Visitors

Leen Katrib

Leen Katrib joins the School of Architecture at Syracuse University as the Harry der Boghosian Fellow. During the 2021–22 school year, Katrib will teach an architecture studio and two professional electives focusing on her research project, “Decolonizing Architecture’s Debris.” Building upon her thesis, “Rubble Archive,” which reimagines the afterlife of architecture’s debris and its decisive role in historical erasures and knowledge production, Katrib will use the typology of the university campus—both historical and contemporary cases—as a design research case study to investigate the destruction and mis/management of material afterlife and its social and cultural implications on impacted communities.

Katrib will work closely not only with faculty and students at the School of Architecture but will also explore interdisciplinary collaborations within the University and its various centers and colleges. Her research will culminate in an interdisciplinary symposium that convenes architects, artists, historians, anthropologists, preservationists and technologists who are addressing the implications of destruction and are decolonizing debris as an expanded mode of agency and resistance.

Prior to joining Syracuse University, Katrib practiced at the New York-based architecture and landscape firm, Marvel. Prior to joining Marvel, she practiced at LTL Architects (Lewis.Tsurumaki.Lewis), McEwen Studio, Peter Marino Architect and OMA.

Previously, Katrib completed her master of architecture degree from Princeton University, where she received the prestigious Paul & Daisy Soros Fellowship for New Americans, a merit-based fellowship exclusively for immigrants and children of immigrants who are pursuing graduate school in the United States and are poised to make significant contributions to the nation through their work.

At Princeton, Katrib was editor of the architectural journal, Pidgin, and was awarded the Howard Crosby Butler Travel Fellowship to track culture-specific practices at Zaatari refugee camp and to engage with local organizations in the development of a pilot program at the camp.

Katrib also holds a bachelor of architecture degree with honors from the University of Southern California (USC), where she was awarded the A. Quincy Jones Memorial Scholarship for Exceptional Promise in Architecture and the Robert Allen Rogaff Memorial Award for Excellence in Delineation and was designated a Discovery Scholar and Global Scholar for her independent research on the built environments of marginalized communities.

During her time at USC, Katrib was awarded the George H. Mayr Travel Fellowship to study the future of immigrants in Parisian suburbs, as well as the William and Neoma Timme Travel Fellowship to examine mimetic practices in China’s countryside developments.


- **Exercise goal**
Output the line with "Focus on car." and every following line to the end of the material, exactly as they appear.

- **Data supplied**

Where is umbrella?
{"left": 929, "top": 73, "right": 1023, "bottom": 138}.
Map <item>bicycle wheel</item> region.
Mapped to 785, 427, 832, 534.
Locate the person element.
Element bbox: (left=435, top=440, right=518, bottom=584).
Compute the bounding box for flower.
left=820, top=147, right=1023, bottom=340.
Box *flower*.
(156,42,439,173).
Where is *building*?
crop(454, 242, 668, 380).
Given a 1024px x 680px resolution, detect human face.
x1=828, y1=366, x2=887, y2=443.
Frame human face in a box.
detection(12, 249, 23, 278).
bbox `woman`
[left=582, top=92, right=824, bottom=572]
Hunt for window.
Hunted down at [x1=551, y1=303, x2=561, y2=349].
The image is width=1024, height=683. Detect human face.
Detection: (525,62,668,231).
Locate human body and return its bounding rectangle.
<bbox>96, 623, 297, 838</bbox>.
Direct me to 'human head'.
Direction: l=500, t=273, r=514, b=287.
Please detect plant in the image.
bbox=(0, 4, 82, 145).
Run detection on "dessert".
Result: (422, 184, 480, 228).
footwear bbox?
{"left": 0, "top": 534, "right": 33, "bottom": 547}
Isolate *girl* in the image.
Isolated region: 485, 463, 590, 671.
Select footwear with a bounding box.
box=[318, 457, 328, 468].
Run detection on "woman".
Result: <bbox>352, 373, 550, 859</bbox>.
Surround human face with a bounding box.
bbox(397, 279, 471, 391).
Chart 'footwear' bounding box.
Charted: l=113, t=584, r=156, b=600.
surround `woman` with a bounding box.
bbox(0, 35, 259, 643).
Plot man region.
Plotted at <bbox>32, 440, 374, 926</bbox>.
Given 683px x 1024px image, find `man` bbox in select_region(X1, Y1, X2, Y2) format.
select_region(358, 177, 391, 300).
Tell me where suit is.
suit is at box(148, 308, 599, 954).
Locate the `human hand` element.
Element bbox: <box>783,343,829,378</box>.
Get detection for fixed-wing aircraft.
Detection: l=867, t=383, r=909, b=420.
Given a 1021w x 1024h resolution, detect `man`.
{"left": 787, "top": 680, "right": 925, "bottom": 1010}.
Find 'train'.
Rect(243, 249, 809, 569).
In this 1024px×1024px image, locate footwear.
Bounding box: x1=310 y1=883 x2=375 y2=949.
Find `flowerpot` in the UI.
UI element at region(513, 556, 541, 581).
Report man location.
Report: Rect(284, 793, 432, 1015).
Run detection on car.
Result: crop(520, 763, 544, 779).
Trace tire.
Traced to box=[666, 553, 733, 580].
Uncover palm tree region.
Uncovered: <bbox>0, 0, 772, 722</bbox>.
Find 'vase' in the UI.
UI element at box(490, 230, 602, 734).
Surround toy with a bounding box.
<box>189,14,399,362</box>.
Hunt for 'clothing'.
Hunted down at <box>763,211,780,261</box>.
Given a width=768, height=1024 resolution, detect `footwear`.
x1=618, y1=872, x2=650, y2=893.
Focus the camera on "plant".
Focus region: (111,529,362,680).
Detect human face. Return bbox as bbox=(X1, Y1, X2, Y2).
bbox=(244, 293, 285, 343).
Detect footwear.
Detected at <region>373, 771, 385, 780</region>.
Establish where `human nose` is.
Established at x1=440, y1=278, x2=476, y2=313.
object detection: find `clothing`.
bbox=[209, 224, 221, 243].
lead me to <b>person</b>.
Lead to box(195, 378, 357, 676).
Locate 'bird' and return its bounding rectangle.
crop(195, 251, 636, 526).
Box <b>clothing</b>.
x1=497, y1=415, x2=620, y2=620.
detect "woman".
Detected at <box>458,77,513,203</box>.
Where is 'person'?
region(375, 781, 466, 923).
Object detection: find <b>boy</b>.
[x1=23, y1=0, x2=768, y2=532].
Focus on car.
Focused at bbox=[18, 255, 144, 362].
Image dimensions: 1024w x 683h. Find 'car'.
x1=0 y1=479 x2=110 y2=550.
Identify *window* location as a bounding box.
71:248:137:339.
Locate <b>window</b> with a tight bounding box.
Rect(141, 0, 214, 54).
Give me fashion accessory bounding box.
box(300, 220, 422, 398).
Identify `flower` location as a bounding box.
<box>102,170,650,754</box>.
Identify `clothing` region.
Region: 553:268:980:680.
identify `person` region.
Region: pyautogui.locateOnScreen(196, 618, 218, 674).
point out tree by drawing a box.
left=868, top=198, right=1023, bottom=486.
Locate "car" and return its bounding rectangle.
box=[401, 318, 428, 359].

- **Your response**
Focus on car.
Focused at bbox=[18, 255, 144, 362].
Image dimensions: 1024w x 683h. Find 'car'.
x1=0 y1=479 x2=110 y2=550.
Identify *window* location as a bounding box.
71:248:137:339.
Locate <b>window</b> with a tight bounding box.
Rect(141, 0, 214, 54).
Give me fashion accessory bounding box.
box(300, 220, 422, 398).
Identify `flower` location as a bounding box.
<box>102,170,650,754</box>.
Identify `clothing` region.
Region: 553:268:980:680.
identify `person` region.
Region: pyautogui.locateOnScreen(196, 618, 218, 674).
point out tree by drawing a box.
left=868, top=198, right=1023, bottom=486.
Locate "car" and return its bounding rectangle.
box=[401, 318, 428, 359].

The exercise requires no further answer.